Dawson started the Ranger Training Assessment Course, or RTAC, Oct. 10, 2022, and started Ranger School right after that. His best advice for Soldiers considering Ranger School is ensuring they’re ready for the Ranger Physical Fitness Assessment which requires Soldiers to knock out 49 push-ups in two minutes or less, 59 sit-ups in two minutes or less, at least six pull-ups and complete a five-mile run in less than 40 minutes.
“There’s too many Soldiers that go to Ranger School and fail in the first couple of hours because they can’t do something as simple as 49 correct push-ups. Get your mind and body healthy first,” Dawson said. “Once you pass those first five days [of the Ranger Assessment Phase], known as RAP week, you’re in the course.”

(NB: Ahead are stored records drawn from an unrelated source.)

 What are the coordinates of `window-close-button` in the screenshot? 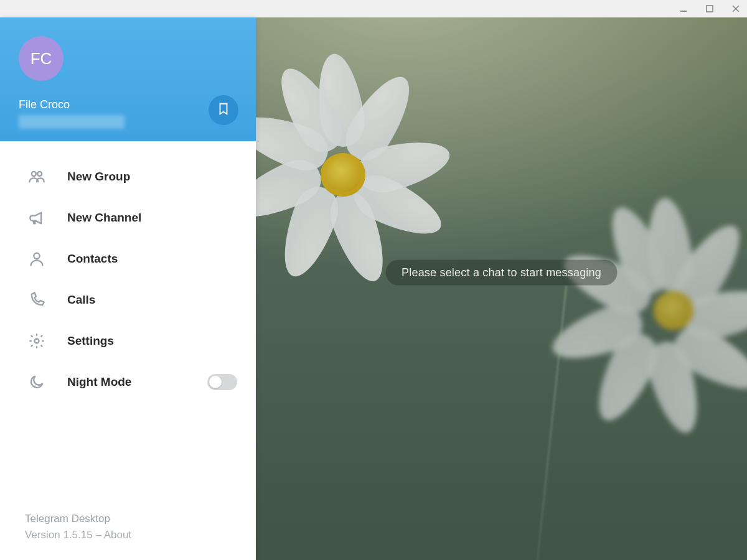 It's located at (736, 9).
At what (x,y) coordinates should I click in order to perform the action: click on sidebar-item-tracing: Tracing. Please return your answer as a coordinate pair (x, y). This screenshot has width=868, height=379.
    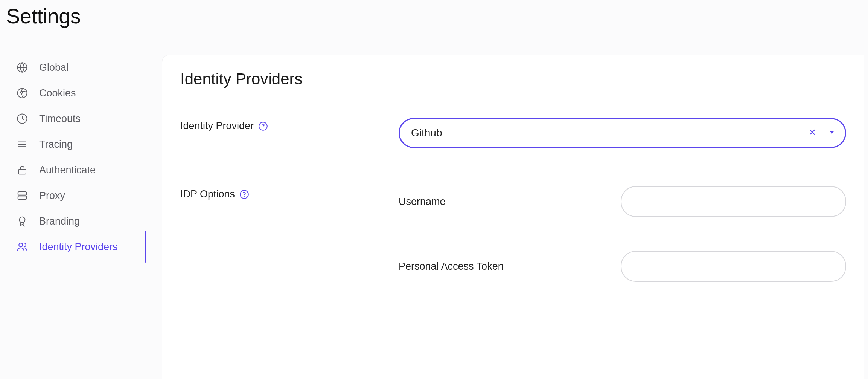
    Looking at the image, I should click on (89, 144).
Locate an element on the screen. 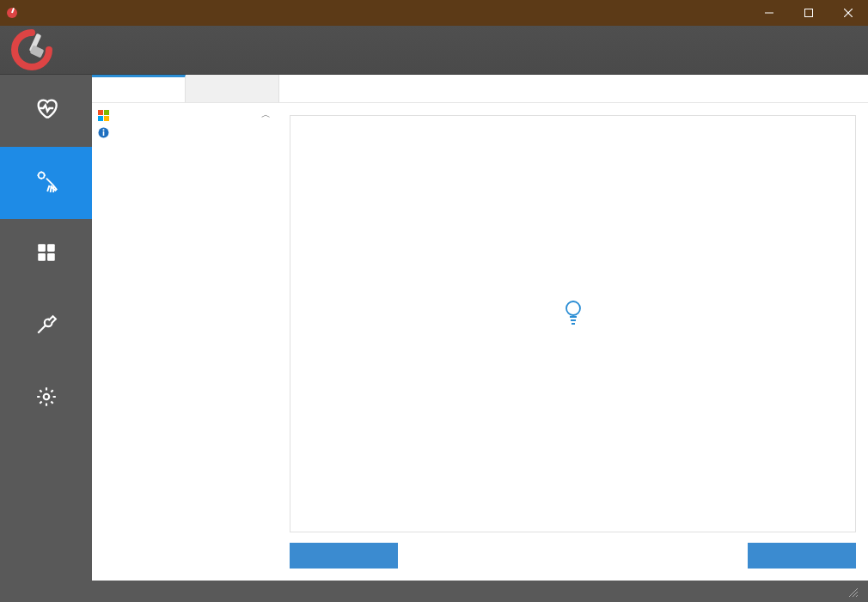 This screenshot has height=602, width=868. windows-logo-icon is located at coordinates (103, 115).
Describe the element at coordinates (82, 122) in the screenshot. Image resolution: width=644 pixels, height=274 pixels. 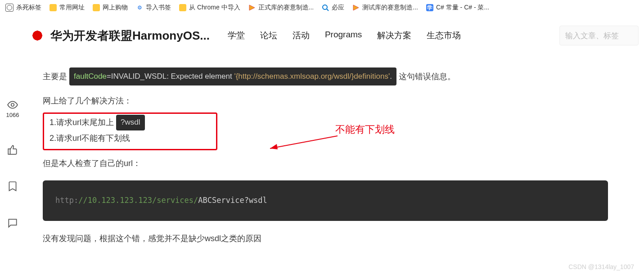
I see `text: 1.请求url末尾加上` at that location.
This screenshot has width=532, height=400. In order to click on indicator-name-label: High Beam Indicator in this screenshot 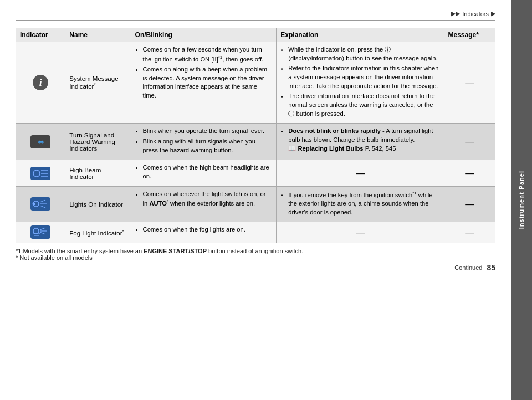, I will do `click(85, 173)`.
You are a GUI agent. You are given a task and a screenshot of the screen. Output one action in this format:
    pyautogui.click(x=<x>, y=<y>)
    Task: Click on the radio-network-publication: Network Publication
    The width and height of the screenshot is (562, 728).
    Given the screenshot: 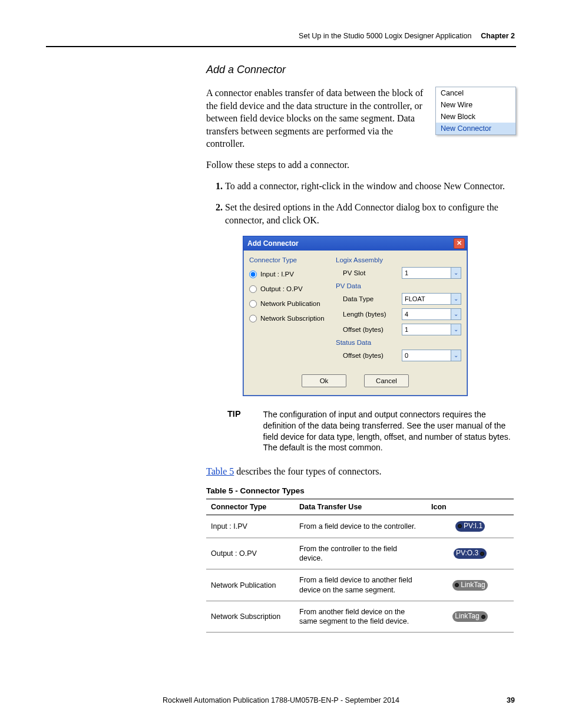 What is the action you would take?
    pyautogui.click(x=289, y=304)
    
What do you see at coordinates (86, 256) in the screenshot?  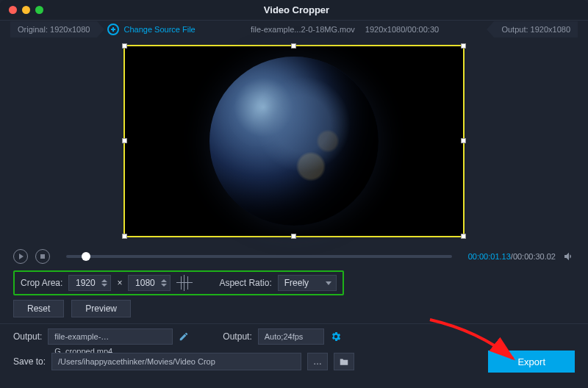 I see `timeline-knob` at bounding box center [86, 256].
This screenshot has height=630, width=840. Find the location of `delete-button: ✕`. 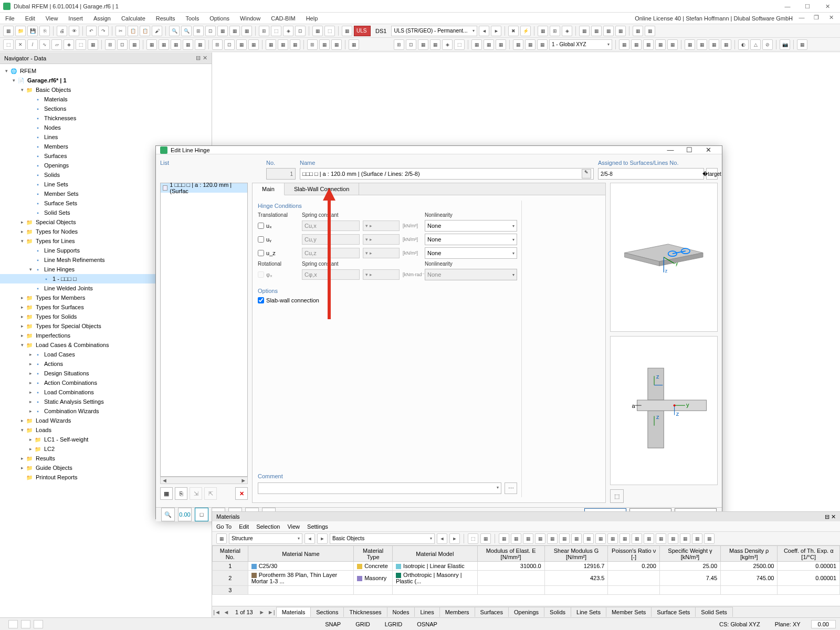

delete-button: ✕ is located at coordinates (242, 494).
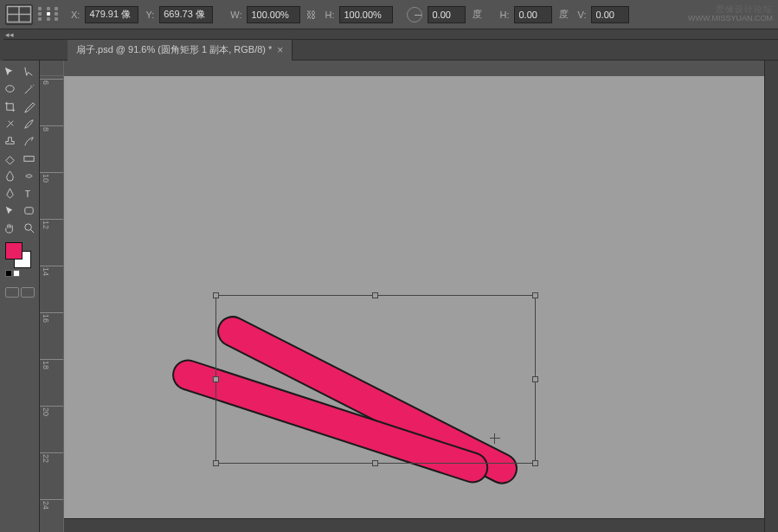 This screenshot has height=532, width=778. Describe the element at coordinates (52, 68) in the screenshot. I see `ruler-corner` at that location.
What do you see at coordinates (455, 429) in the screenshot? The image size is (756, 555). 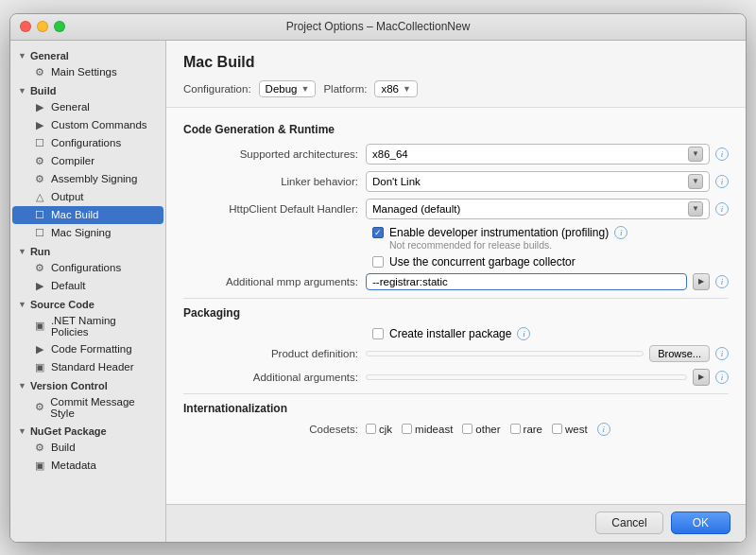 I see `codesets-row: Codesets: cjk mideast other` at bounding box center [455, 429].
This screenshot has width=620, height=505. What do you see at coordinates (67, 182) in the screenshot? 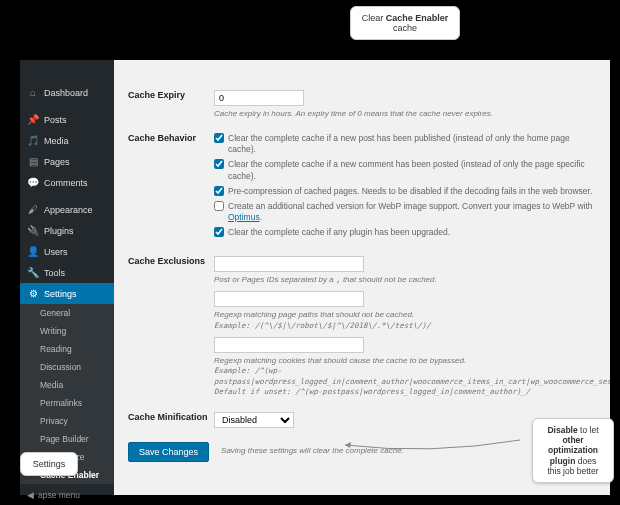
I see `menu-comments: 💬Comments` at bounding box center [67, 182].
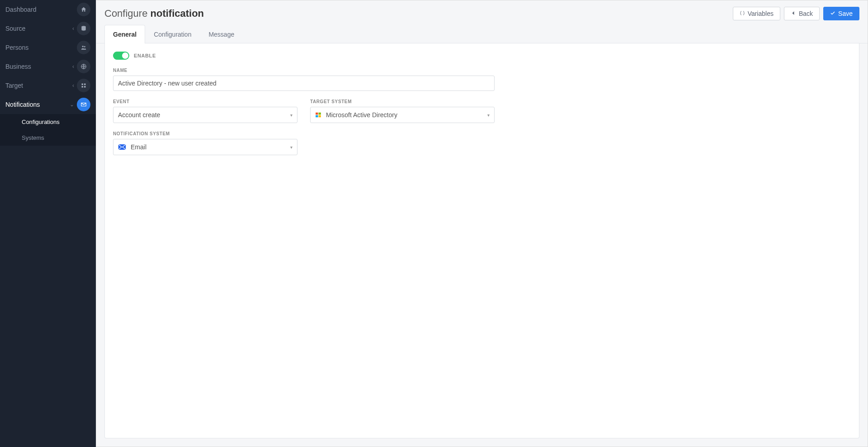  Describe the element at coordinates (48, 122) in the screenshot. I see `sidebar-subitem-configurations: Configurations` at that location.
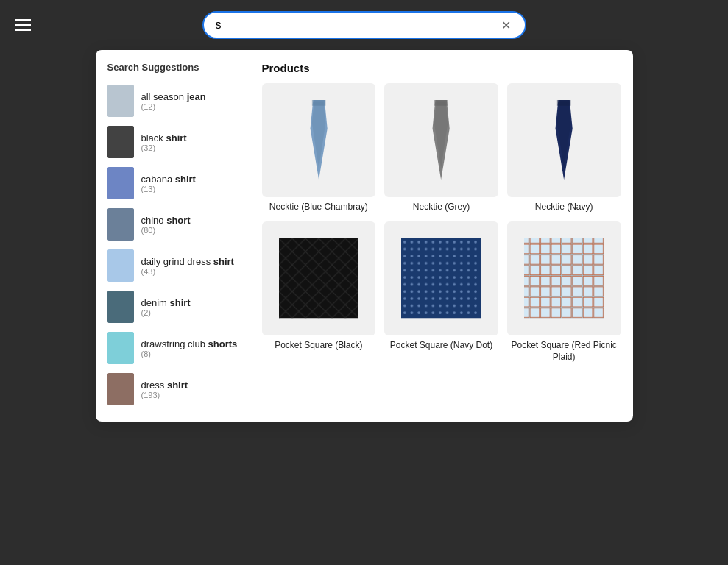 This screenshot has height=565, width=728. I want to click on suggestion-info-black-shirt: black shirt(32), so click(190, 143).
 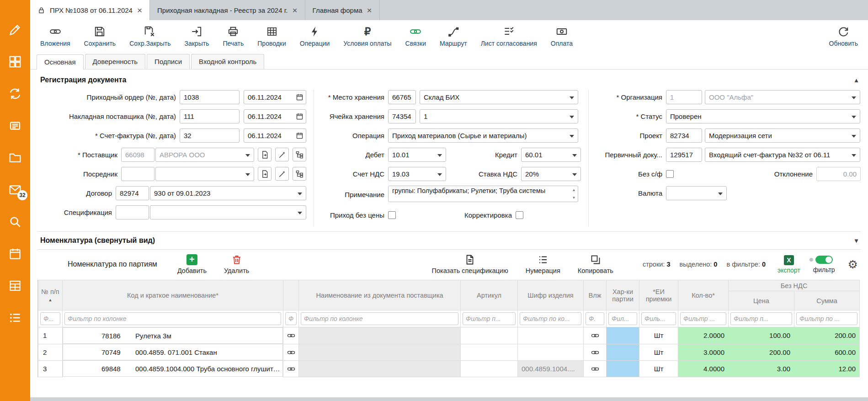 What do you see at coordinates (233, 37) in the screenshot?
I see `print-button: Печать` at bounding box center [233, 37].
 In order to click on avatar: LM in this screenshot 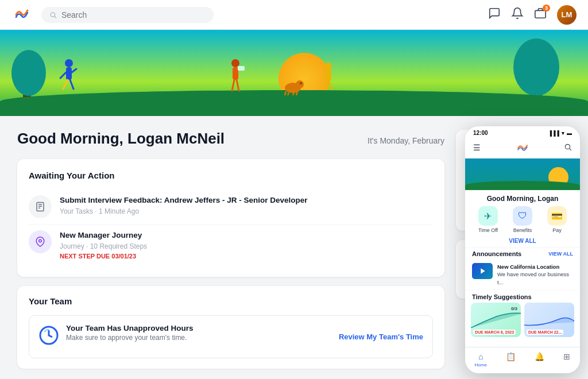, I will do `click(567, 15)`.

Dawson said for him, the hardest part wasn’t the lack of sleep or calories, it was the cold.
“Being wet and cold the majority of the time while not being able to escape it played the biggest factor in what we’ll call, ‘being uncomfortable,’” Dawson said. Still, the moments when he was most miserable proved to be some of the moments Dawson said he enjoyed the most. “You really find out what kind of people you’re surrounded by, and boy did I have a great group. Laughing and putting in 100 percent effort goes a long way during the uncomfortable times.”
Among the biggest lessons learned by Dawson during his Ranger School experience was about warning, operation and fragmentary orders, or WARNOs, OPORDS and FRAGOs.
“Not too often do enlisted Soldiers get to plan or even partake in the creation of an Operation Order,” Dawson explained. “The execution of a mission is practically second nature at this point, [but] planning an in-depth OPORD was very foreign to me, and that’s where Ranger School mentored me the most.”
In addition to ensuring a high level of physical fitness, Dawson’s additional Ranger School suggestions are to “absorb as much information as you can from the Ranger Instructors,” and, most importantly, “never give up.”
“Walking across Victory Pond with that tab on your shoulder and having the confidence and knowledge to lead your men into battle, that’s the ultimate goal,” Dawson said. “The United States needs as many competent leaders in its ranks in order to deal with its current future enemies.”